Shape shifting: a review of Annemarie Cooper’s The Flight of Birds

Sunday, 16 February 2014

The Flight of Birds by Annemarie Cooper

Soaring Penguin Press , London, UK

Reviewed by Susan Jane Sims

 

This is a lovely collection to handle. Congratulations to Soaring Penguin  Press. I was immediately drawn in by the lovely cover depicting birds in acrobatic flight on a grainy grey background.

Now, for the poems themselves. The opener  Early ( p.14) holds the promise of what is to come.  This a poem that barely touches the page yet has a haunting depth to it, setting a tone that continues throughout much of the book; of humankind as both player and accessory in the natural world. In  A shape shifter advises a fugitive (p.16) we are encouraged to consider different guises “toad-safe”, “pike-safe* and “crow-safe” as suitable forms to escape notice.  “Crow-safe” wins out. Crows have a large brain in relation to body size, the largest of all the birds (apart from Ravens) and this leads to the conclusion: “that’s your best bet; human./It’ll mean walking round/with a big heavy brain/but you’ve got your hands free/for the gun”.

This follows on from a poem with a common-place experience as its theme. We have all held a shell to our ear (Listen, p.14) “Shells are so dry away from the sea” we are told yet contain the fluid sounds of the ocean. Think of the woman whose children have left home, the empty nest will always contain the essence of them and she can  summon these memories at will. This poem is a beautiful metaphor for longing. Longing is again in evidence in  Ghost, (p.12)where  the poet presents the idea of a presence “fresh from death”. A original way of describing  death, it works beautifully  just like the “pebbles” we are left with “falling to the bottom of the glass”. Heaviness contrasted with freshness.

Annemarie has a wonderful empathy with the natural world, the tree in Spring described as a tenement for a host of birds, all named (The Apple Tree, p.14) in August, becomes a hidden home for insects, the colony brutally exposed when the apple is cut open neither “jump[ing] or “freez[ing” just remaining as they are. Nature, here being observed as unreactive, in unspoken contrast to the human-being who prefers to act rather than be acted upon. The narrator though is keen to make amends and gently places the exposed world on the ground so that the occupants can “relocate” if they wish.

Then there is the cat Kizzy who has relocated in the narrator’s mind (Kizzy between lives, p.17) to the status of star, a common wish for a loved one lost however this poem  successfully avoids sentimentality by using the cat’s voice in playful dialogue and indeed indulging in play itself up there among the meteors. Cats of course are known in myth to have nine lives so the title and the concept is lovely. Kizzy is not dead, simply between lives, waiting for “something more challenging” to come along. A lovely thought and relocation is a known healing concept which helps us to deal with grief.

Annemarie loves to take us close to something, be it adventure, death or perhaps sexual awakening. and then steps back, saying, not yet, not yet. In Magic, p.36, the child narrator is shown the “mouth of the cave/that went all the way down away from the light”. We are told “She showed me the place so I’d know where to come/when I was grown up and the time was right”. Perhaps an illusion here to the myth of Persephone, who was abducted and taken in the underworld. Growing up and becoming a mother is touched upon in Janet after College, (pp.38-39) when Janet appears to be giving up  a creative career as an artist and dressmaker when she gets pregnant but turn it full circle and Janet’s interest in small things of beauty, the universe as “a single cell” was now proven with the “whole new being” inside her growing “cell by cell”. Is it sacrifice or is it the ultimate in creativity? Like many of Annemarie’s poems the strength lies in ambivalence, the positioning of both darkness and light in the same poem, in the same breath.

Overall this is an interesting collection from a promising poet.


Description of the task - Determine how many lines of the data below contain "text", then give only that number.

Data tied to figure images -
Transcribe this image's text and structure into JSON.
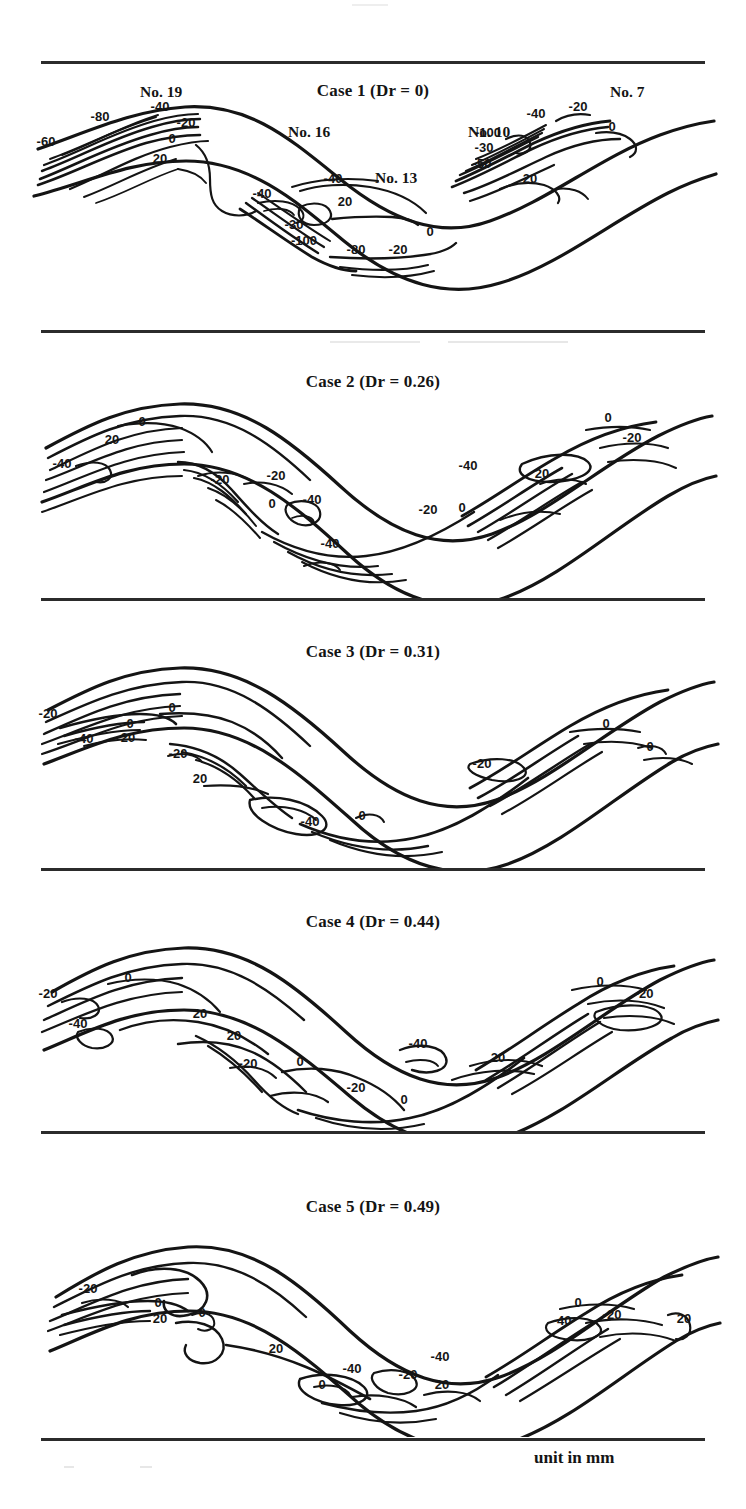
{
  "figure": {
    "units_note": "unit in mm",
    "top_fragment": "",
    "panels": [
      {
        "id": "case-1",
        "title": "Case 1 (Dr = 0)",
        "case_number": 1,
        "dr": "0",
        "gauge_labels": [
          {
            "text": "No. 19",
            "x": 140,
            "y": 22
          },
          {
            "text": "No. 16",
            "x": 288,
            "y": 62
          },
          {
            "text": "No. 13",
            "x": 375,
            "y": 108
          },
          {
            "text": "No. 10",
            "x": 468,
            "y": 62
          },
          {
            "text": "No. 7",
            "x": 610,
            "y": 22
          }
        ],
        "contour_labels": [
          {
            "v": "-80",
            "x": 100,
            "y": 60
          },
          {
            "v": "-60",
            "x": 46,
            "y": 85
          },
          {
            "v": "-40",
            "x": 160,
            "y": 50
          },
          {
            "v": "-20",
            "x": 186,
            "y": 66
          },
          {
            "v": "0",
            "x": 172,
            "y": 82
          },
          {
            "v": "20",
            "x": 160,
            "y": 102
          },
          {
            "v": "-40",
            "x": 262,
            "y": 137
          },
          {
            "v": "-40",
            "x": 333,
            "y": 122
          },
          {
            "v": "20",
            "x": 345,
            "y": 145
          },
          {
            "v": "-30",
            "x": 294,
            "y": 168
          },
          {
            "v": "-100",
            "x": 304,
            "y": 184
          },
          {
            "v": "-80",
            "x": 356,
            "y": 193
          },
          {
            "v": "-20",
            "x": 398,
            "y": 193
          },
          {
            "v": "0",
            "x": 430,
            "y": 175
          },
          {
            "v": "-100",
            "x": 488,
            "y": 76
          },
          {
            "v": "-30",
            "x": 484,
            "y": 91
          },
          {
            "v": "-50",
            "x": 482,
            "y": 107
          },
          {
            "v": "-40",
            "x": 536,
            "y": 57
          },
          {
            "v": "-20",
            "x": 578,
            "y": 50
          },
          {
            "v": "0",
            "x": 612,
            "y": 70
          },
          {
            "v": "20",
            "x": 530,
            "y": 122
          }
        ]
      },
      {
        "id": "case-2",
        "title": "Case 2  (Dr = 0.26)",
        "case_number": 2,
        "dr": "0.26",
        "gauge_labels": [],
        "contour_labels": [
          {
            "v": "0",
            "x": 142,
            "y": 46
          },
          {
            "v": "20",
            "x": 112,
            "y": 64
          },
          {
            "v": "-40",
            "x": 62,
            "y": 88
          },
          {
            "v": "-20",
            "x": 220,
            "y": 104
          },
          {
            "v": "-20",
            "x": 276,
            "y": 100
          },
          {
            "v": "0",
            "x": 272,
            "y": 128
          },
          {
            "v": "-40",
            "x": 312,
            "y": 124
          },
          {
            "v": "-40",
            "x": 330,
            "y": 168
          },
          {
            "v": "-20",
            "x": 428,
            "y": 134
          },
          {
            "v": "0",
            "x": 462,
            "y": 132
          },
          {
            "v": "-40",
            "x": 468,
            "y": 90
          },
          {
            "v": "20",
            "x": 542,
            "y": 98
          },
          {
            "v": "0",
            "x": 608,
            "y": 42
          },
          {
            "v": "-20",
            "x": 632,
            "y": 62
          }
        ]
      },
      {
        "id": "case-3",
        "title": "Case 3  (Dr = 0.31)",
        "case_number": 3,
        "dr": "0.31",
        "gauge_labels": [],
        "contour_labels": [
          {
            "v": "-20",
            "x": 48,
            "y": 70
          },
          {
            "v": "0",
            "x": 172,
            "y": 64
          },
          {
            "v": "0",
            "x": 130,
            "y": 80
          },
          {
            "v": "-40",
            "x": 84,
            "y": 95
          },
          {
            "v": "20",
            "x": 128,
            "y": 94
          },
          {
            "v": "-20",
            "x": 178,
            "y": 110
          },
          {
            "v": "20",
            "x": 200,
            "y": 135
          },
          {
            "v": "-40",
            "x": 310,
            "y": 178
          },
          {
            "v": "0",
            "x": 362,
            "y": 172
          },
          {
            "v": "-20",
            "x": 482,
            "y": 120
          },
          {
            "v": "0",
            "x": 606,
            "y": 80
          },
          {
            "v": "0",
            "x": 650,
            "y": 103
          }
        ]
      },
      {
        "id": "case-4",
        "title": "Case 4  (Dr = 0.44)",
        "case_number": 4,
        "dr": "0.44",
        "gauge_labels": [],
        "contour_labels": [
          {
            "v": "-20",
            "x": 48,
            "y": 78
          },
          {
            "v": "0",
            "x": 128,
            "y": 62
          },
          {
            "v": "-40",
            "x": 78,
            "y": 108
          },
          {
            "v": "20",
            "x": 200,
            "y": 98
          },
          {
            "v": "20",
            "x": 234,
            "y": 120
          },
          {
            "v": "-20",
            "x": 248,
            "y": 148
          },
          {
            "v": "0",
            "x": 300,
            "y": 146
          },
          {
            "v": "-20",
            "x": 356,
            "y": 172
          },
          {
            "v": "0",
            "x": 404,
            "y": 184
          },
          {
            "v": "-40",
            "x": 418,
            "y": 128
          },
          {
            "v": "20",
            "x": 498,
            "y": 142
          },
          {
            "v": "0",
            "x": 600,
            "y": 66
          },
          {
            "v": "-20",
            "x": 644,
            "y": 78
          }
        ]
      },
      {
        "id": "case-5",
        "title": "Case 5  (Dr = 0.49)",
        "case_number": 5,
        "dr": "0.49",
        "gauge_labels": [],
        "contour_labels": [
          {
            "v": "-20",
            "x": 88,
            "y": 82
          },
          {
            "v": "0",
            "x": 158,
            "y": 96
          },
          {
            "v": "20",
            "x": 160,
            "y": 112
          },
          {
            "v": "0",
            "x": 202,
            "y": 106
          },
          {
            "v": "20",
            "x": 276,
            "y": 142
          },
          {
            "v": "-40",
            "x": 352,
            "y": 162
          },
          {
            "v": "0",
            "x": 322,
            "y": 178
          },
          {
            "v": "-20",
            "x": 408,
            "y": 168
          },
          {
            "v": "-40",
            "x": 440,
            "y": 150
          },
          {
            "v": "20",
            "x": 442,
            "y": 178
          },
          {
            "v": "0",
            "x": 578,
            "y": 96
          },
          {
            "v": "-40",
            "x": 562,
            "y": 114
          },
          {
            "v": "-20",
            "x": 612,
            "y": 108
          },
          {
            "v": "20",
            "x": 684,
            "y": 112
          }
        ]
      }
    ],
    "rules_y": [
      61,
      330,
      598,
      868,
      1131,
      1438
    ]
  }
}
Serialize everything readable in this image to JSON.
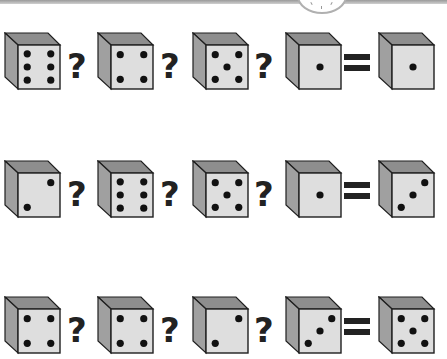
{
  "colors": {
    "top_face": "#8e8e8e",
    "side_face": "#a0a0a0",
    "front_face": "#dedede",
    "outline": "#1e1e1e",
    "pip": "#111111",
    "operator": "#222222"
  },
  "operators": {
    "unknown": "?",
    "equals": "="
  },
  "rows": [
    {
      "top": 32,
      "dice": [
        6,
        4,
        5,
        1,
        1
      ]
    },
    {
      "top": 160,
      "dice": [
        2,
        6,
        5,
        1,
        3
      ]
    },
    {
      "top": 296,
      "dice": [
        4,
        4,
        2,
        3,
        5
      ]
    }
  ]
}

---

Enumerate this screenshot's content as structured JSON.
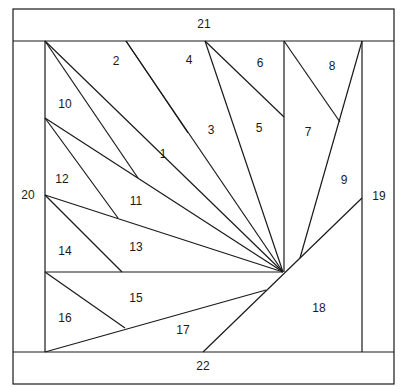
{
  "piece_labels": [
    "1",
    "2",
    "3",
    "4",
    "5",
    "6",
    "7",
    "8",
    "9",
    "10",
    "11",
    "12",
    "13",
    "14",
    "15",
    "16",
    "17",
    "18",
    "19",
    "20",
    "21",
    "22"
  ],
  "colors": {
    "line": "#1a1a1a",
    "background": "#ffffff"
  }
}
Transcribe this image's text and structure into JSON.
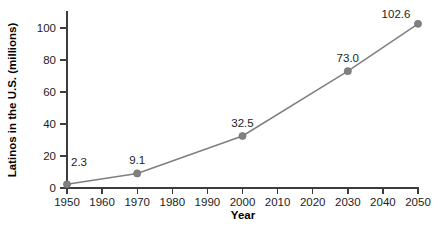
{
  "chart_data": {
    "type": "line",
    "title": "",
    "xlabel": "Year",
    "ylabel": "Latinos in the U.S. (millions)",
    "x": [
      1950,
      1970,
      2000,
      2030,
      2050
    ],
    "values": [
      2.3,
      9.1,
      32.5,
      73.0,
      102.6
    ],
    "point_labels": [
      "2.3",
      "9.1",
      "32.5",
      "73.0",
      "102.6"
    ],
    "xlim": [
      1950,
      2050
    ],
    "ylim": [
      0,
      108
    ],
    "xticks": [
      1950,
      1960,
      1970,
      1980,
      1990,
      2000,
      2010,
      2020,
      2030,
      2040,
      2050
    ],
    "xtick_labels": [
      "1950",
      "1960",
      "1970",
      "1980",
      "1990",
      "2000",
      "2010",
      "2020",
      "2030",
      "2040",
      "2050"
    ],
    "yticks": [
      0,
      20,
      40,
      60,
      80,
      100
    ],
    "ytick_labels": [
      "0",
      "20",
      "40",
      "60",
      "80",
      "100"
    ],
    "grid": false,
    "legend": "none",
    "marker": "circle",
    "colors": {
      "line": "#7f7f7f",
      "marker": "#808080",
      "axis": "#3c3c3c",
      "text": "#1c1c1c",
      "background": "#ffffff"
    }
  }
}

==

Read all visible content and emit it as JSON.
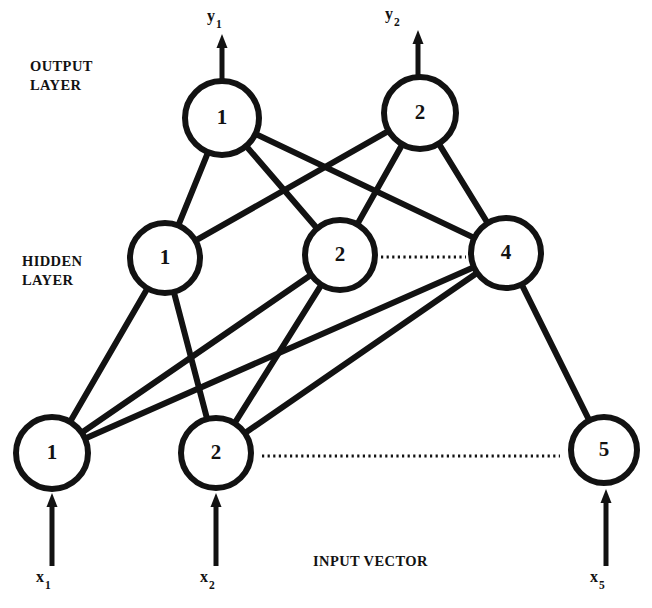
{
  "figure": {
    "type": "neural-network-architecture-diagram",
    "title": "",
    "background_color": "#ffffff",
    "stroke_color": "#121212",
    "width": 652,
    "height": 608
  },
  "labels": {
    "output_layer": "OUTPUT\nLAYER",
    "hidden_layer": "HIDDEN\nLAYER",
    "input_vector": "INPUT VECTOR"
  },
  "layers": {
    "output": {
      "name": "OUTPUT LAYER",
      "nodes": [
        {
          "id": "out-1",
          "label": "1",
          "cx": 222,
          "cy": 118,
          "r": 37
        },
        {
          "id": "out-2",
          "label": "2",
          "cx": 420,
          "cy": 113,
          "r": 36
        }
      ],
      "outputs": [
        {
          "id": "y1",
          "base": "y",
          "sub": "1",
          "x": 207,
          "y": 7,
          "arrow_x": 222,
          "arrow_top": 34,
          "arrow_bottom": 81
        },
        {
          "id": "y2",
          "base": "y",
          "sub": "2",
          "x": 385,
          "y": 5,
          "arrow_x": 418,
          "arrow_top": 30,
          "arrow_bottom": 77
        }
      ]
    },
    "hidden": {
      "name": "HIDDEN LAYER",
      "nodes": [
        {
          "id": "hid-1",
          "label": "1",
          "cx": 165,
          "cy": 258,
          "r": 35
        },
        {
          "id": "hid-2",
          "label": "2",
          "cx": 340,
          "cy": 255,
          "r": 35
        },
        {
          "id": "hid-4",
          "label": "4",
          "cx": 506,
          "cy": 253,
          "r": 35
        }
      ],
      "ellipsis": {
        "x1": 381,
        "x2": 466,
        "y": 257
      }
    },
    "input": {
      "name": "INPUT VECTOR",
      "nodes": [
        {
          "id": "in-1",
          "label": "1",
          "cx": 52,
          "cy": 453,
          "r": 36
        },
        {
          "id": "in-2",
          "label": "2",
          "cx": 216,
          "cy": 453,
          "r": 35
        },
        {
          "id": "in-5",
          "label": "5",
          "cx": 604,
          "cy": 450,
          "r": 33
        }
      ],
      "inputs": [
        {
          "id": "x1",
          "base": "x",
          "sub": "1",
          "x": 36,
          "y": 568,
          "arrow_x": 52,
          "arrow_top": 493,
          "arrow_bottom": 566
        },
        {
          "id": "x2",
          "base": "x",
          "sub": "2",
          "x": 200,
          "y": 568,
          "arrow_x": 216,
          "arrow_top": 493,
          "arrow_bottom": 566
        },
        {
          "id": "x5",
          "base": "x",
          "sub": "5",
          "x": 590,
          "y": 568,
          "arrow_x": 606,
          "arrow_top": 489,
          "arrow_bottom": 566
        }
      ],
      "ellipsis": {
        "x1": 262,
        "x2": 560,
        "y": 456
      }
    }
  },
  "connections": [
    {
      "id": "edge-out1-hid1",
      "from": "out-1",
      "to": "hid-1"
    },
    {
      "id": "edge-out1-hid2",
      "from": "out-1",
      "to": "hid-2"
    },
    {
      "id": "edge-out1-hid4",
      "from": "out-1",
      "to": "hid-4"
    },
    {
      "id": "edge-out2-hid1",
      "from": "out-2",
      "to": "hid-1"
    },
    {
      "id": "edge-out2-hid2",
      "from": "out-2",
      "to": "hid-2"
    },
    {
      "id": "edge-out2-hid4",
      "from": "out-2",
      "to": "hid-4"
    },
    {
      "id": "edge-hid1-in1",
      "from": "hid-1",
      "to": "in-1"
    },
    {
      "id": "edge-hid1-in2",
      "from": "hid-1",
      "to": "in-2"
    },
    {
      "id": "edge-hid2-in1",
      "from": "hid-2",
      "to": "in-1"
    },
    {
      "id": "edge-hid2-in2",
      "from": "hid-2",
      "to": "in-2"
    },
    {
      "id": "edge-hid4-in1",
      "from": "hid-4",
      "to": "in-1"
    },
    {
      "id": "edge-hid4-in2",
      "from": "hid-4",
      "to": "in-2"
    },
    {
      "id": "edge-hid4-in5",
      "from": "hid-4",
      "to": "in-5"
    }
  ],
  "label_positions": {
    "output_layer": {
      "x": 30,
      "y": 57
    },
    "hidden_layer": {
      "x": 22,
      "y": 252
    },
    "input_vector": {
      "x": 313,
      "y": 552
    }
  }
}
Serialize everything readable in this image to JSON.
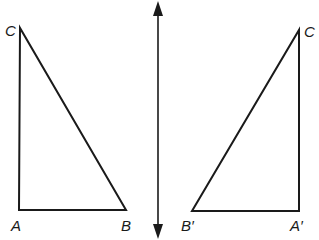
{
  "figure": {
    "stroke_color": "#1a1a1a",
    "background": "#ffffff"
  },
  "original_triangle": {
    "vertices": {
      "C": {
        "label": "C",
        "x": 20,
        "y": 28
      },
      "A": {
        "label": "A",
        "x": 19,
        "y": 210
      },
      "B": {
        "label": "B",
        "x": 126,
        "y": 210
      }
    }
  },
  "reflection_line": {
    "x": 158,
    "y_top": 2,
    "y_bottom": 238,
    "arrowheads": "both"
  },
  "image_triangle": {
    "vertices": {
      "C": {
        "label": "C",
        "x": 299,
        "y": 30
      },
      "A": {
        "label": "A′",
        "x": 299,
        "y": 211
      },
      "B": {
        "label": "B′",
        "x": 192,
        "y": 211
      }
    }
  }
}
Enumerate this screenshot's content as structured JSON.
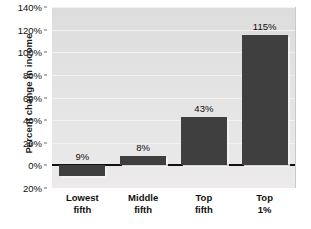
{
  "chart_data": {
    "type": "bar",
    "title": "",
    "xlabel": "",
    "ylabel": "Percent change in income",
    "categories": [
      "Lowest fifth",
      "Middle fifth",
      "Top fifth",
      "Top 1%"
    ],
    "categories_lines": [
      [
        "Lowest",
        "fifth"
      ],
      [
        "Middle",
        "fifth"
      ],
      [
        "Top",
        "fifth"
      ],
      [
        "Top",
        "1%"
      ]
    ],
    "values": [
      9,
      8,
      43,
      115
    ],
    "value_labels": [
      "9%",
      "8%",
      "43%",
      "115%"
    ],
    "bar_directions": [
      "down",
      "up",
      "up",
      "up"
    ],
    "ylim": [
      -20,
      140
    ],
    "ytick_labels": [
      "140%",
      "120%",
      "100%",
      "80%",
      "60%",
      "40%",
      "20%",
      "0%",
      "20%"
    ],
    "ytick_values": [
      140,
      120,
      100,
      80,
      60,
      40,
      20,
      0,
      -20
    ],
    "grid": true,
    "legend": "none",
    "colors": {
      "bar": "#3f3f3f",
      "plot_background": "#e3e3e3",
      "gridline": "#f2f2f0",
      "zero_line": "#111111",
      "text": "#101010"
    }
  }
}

Task result - 9